Friday, October 7, 2016

Go Set a Watchman, by Harper Lee

Harper Lee completed Go Set a Watchman in 1957, and her agent shopped it to publishers. J.B. Lippincott wanted to know what else she'd written, so she worked on what was published as To Kill a Mockingbird in 1960. This earlier-written novel, set fifteen years later, was only published in 2015. Harper Lee died in February 2016 at the age of 89. The merits and shortcomings of this new book have fed an argument about Ms. Lee's state of mind when she agreed to pursue publication - was she senile? Was she pressured by her heirs, who stood to make money off sales of a book sure to be (as it has been) a best-seller?

It is the subject, race, and her approach to it, that have caused this schism: some critics have praised the novel highly, while many others have condemned it sharply. Race, segregation, and inequality are - should be - much on our minds these days. Atticus Finch, embodied for many in Gregory Peck's august, sensitive and upright performance in the wonderful film version of To Kill a Mockingbird, is a man of courage who stands up for right and justice, defending a black man on trial for the rape and murder of a white woman in a small southern town. His lawyerly pleading wins our hearts: "Here," we think, "is a man intent on righting wrongs, unafraid of those who oppose him!"

Spoiler Alert - I'm going to discuss the entire book. If you want to read it without knowing what happens, stop reading this now!

For the first half of Go Set a Watchman, that's the Atticus Finch we see - older now, afflicted with rheumatoid arthritis but still at 72 a lawyer at work, an honest and straightforward man. Then Jean Louise (Scout), his daughter, home on a visit from New York, listens in on a meeting of all the notable white men in the town as they discuss methods of maintaining segregation. And there is Atticus, introducing the out-of-town bigot who leads the way. Atticus stands beside this hateful small-minded man, giving him respect and attention.

Jean Louise spends the rest of the book wrestling with questions not only of justice and race but also, closer to home, of her sense of betrayal at her father's abandonment of everything he taught her to believe. How could he support these rabid race-baiters? How could he lend his imprimatur as a respected member of the town, to this loathsome campaign?

It's hard not to think of William Faulkner's novel Intruder in the Dust, in which a black man is jailed and narrowly avoids being lynched for the murder of an up-county (white trash) man - a murder he did not commit but will not unbend to address his accusers to deny. Faulkner riffs on repudiation, on the bravery of an old white woman and a pair of teenage boys, one white and one black, who save the imprisoned man because they have to, as honest people. They take on themselves the duty to repudiate the lies about Lucas, because he will not come to his own defense but such lies must not stand, must not be allowed to destroy him. Hate and ignorance must be resisted.

Atticus justifies his support of the segregationist cause by claiming that black people in the south are more backward than whites, that the Supreme Court decision (presumably Brown vs. Board of Education) is pushing them ahead too fast, that the NAACP are meddling outsiders forcing their will upon ignorant locals, that black people are not ready to have equal stature with whites. Jean Louise rejects his arguments and rages against him, but in the end Ms. Lee frames Jean Louise's push-back as a step toward maturity: Atticus has been Perfect, and finally she can see he is not, and bash him off the pedestal he's been on all her life. This liberates her, but leaves unresolved the question of whether, if even fair-minded Atticus has joined the lockstep racist movement, it is either acceptable or inevitable to push for a society in which African Americans must remain an underclass.

Harper Lee has pulled a bait-and-switch on us - she lays out the arguments for and against segregation, and racism itself, but at the last minute reduces these to the catalyst by which Jean Louise gains an adult view of her father.  She gives us a southerner's view of the Civil War by differentiating the social structure of the slave-holding states from the rest of this country, and using that to justify - and excuse - racism, Klan activity, Jim Crow.

How you feel about this book will depend heavily on how well you can compartmentalize: writing skill and vivid characters, separate from the world in which they live, and their attitudes. I admired Harper Lee's writing more before I compared her willingness to rationalize the racist structure of small-town Alabama, to Faulkner's solid repudiation of it in rural Mississippi.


_WHAT YOU ARE ASKED TO DO_.
Each record below should appear again exactly as written.

_INPUT DATA_.
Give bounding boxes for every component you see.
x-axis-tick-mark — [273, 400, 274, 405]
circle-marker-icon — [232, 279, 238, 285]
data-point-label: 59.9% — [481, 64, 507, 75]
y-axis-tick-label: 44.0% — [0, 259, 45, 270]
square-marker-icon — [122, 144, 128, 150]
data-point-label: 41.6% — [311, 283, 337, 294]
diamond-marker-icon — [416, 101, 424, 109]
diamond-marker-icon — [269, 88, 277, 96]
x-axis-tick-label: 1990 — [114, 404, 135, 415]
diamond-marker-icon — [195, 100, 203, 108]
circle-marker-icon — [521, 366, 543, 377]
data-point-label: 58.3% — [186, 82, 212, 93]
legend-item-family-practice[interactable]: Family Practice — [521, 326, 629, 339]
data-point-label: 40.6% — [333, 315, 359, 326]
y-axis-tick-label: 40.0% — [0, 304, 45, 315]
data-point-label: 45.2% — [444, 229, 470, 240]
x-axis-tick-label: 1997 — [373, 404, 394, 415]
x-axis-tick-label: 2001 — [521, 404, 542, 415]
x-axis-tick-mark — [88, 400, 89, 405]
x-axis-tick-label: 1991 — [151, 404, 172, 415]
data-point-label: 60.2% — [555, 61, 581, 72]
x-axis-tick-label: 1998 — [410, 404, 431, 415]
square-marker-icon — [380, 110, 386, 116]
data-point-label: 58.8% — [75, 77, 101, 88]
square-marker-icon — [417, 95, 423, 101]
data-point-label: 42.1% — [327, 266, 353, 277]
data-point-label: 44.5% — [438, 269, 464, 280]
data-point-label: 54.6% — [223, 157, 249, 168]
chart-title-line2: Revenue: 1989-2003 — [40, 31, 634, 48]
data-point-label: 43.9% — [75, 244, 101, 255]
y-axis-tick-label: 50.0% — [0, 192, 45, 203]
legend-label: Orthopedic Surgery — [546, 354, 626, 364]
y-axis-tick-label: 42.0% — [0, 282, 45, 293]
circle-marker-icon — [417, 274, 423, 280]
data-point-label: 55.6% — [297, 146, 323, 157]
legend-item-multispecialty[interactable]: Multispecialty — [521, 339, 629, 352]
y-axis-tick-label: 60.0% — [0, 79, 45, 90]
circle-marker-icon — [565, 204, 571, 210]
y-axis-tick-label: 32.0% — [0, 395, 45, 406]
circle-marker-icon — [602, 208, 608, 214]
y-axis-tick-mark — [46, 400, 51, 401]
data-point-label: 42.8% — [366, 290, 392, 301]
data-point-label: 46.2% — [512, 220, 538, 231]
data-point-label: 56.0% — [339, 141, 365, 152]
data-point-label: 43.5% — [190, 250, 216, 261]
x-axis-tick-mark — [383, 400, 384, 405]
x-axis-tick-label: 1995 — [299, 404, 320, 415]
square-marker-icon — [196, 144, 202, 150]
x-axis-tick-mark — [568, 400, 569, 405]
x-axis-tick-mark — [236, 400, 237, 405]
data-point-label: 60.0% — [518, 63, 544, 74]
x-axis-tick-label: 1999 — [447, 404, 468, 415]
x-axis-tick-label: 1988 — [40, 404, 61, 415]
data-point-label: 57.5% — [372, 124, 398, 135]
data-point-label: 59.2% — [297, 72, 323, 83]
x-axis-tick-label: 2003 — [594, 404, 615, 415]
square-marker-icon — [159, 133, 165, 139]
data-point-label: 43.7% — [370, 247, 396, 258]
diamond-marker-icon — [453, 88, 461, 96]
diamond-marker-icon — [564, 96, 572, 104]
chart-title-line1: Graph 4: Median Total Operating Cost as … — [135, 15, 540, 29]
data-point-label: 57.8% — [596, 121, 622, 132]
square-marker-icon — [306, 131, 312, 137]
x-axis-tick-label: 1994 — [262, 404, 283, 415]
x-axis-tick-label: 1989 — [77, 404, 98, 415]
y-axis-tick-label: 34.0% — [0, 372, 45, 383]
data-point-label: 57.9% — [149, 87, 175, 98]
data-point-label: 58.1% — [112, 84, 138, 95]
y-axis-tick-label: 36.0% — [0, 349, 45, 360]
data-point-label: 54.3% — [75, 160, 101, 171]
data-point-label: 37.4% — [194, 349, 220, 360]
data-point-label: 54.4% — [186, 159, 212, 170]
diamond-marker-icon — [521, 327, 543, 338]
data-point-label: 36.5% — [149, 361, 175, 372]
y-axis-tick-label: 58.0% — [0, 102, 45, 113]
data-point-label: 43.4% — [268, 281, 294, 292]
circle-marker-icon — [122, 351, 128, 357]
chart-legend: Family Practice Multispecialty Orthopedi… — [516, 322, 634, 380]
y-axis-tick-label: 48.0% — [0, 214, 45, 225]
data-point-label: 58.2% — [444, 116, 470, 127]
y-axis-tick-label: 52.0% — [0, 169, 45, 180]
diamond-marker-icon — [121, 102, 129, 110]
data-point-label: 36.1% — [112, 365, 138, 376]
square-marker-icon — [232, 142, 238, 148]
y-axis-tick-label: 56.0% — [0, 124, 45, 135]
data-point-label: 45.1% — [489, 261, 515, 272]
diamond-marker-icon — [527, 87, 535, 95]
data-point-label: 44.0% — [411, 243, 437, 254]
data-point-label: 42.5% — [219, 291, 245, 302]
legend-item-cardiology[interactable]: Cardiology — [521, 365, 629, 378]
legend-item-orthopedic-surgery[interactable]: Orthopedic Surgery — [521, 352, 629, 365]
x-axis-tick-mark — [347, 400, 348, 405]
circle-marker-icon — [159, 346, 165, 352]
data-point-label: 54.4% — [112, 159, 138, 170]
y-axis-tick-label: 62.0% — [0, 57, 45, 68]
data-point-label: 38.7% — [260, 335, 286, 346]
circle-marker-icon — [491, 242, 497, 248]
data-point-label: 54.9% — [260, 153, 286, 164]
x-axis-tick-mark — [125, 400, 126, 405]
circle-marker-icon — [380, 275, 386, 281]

_WORKED SOLUTION_.
Give bounding boxes for every component you see.
x-axis-tick-mark — [273, 400, 274, 405]
circle-marker-icon — [232, 279, 238, 285]
data-point-label: 59.9% — [481, 64, 507, 75]
y-axis-tick-label: 44.0% — [0, 259, 45, 270]
square-marker-icon — [122, 144, 128, 150]
data-point-label: 41.6% — [311, 283, 337, 294]
diamond-marker-icon — [416, 101, 424, 109]
diamond-marker-icon — [269, 88, 277, 96]
x-axis-tick-label: 1990 — [114, 404, 135, 415]
diamond-marker-icon — [195, 100, 203, 108]
circle-marker-icon — [521, 366, 543, 377]
data-point-label: 58.3% — [186, 82, 212, 93]
legend-item-family-practice[interactable]: Family Practice — [521, 326, 629, 339]
data-point-label: 40.6% — [333, 315, 359, 326]
y-axis-tick-label: 40.0% — [0, 304, 45, 315]
data-point-label: 45.2% — [444, 229, 470, 240]
x-axis-tick-label: 1997 — [373, 404, 394, 415]
x-axis-tick-label: 2001 — [521, 404, 542, 415]
x-axis-tick-mark — [88, 400, 89, 405]
x-axis-tick-label: 1991 — [151, 404, 172, 415]
data-point-label: 60.2% — [555, 61, 581, 72]
x-axis-tick-label: 1998 — [410, 404, 431, 415]
square-marker-icon — [380, 110, 386, 116]
data-point-label: 58.8% — [75, 77, 101, 88]
square-marker-icon — [417, 95, 423, 101]
data-point-label: 42.1% — [327, 266, 353, 277]
data-point-label: 44.5% — [438, 269, 464, 280]
data-point-label: 54.6% — [223, 157, 249, 168]
chart-title-line2: Revenue: 1989-2003 — [40, 31, 634, 48]
data-point-label: 43.9% — [75, 244, 101, 255]
y-axis-tick-label: 50.0% — [0, 192, 45, 203]
legend-label: Orthopedic Surgery — [546, 354, 626, 364]
y-axis-tick-label: 42.0% — [0, 282, 45, 293]
circle-marker-icon — [417, 274, 423, 280]
data-point-label: 55.6% — [297, 146, 323, 157]
legend-item-multispecialty[interactable]: Multispecialty — [521, 339, 629, 352]
y-axis-tick-label: 60.0% — [0, 79, 45, 90]
circle-marker-icon — [565, 204, 571, 210]
y-axis-tick-label: 32.0% — [0, 395, 45, 406]
circle-marker-icon — [602, 208, 608, 214]
y-axis-tick-mark — [46, 400, 51, 401]
data-point-label: 42.8% — [366, 290, 392, 301]
data-point-label: 46.2% — [512, 220, 538, 231]
data-point-label: 56.0% — [339, 141, 365, 152]
data-point-label: 43.5% — [190, 250, 216, 261]
x-axis-tick-mark — [383, 400, 384, 405]
x-axis-tick-label: 1995 — [299, 404, 320, 415]
square-marker-icon — [196, 144, 202, 150]
x-axis-tick-mark — [568, 400, 569, 405]
x-axis-tick-mark — [236, 400, 237, 405]
data-point-label: 60.0% — [518, 63, 544, 74]
x-axis-tick-label: 1999 — [447, 404, 468, 415]
x-axis-tick-label: 1988 — [40, 404, 61, 415]
data-point-label: 57.5% — [372, 124, 398, 135]
data-point-label: 59.2% — [297, 72, 323, 83]
x-axis-tick-label: 2003 — [594, 404, 615, 415]
square-marker-icon — [159, 133, 165, 139]
data-point-label: 43.7% — [370, 247, 396, 258]
diamond-marker-icon — [453, 88, 461, 96]
diamond-marker-icon — [564, 96, 572, 104]
chart-title-line1: Graph 4: Median Total Operating Cost as … — [135, 15, 540, 29]
data-point-label: 57.8% — [596, 121, 622, 132]
square-marker-icon — [306, 131, 312, 137]
x-axis-tick-label: 1994 — [262, 404, 283, 415]
x-axis-tick-label: 1989 — [77, 404, 98, 415]
y-axis-tick-label: 34.0% — [0, 372, 45, 383]
data-point-label: 57.9% — [149, 87, 175, 98]
data-point-label: 58.1% — [112, 84, 138, 95]
y-axis-tick-label: 36.0% — [0, 349, 45, 360]
data-point-label: 54.3% — [75, 160, 101, 171]
data-point-label: 37.4% — [194, 349, 220, 360]
data-point-label: 54.4% — [186, 159, 212, 170]
diamond-marker-icon — [521, 327, 543, 338]
data-point-label: 36.5% — [149, 361, 175, 372]
y-axis-tick-label: 58.0% — [0, 102, 45, 113]
data-point-label: 43.4% — [268, 281, 294, 292]
circle-marker-icon — [122, 351, 128, 357]
chart-legend: Family Practice Multispecialty Orthopedi… — [516, 322, 634, 380]
y-axis-tick-label: 48.0% — [0, 214, 45, 225]
data-point-label: 58.2% — [444, 116, 470, 127]
y-axis-tick-label: 52.0% — [0, 169, 45, 180]
diamond-marker-icon — [121, 102, 129, 110]
data-point-label: 36.1% — [112, 365, 138, 376]
square-marker-icon — [232, 142, 238, 148]
y-axis-tick-label: 56.0% — [0, 124, 45, 135]
data-point-label: 45.1% — [489, 261, 515, 272]
diamond-marker-icon — [527, 87, 535, 95]
data-point-label: 44.0% — [411, 243, 437, 254]
data-point-label: 42.5% — [219, 291, 245, 302]
legend-item-cardiology[interactable]: Cardiology — [521, 365, 629, 378]
legend-item-orthopedic-surgery[interactable]: Orthopedic Surgery — [521, 352, 629, 365]
x-axis-tick-mark — [347, 400, 348, 405]
circle-marker-icon — [159, 346, 165, 352]
data-point-label: 54.4% — [112, 159, 138, 170]
y-axis-tick-label: 62.0% — [0, 57, 45, 68]
data-point-label: 38.7% — [260, 335, 286, 346]
circle-marker-icon — [491, 242, 497, 248]
data-point-label: 54.9% — [260, 153, 286, 164]
x-axis-tick-mark — [125, 400, 126, 405]
circle-marker-icon — [380, 275, 386, 281]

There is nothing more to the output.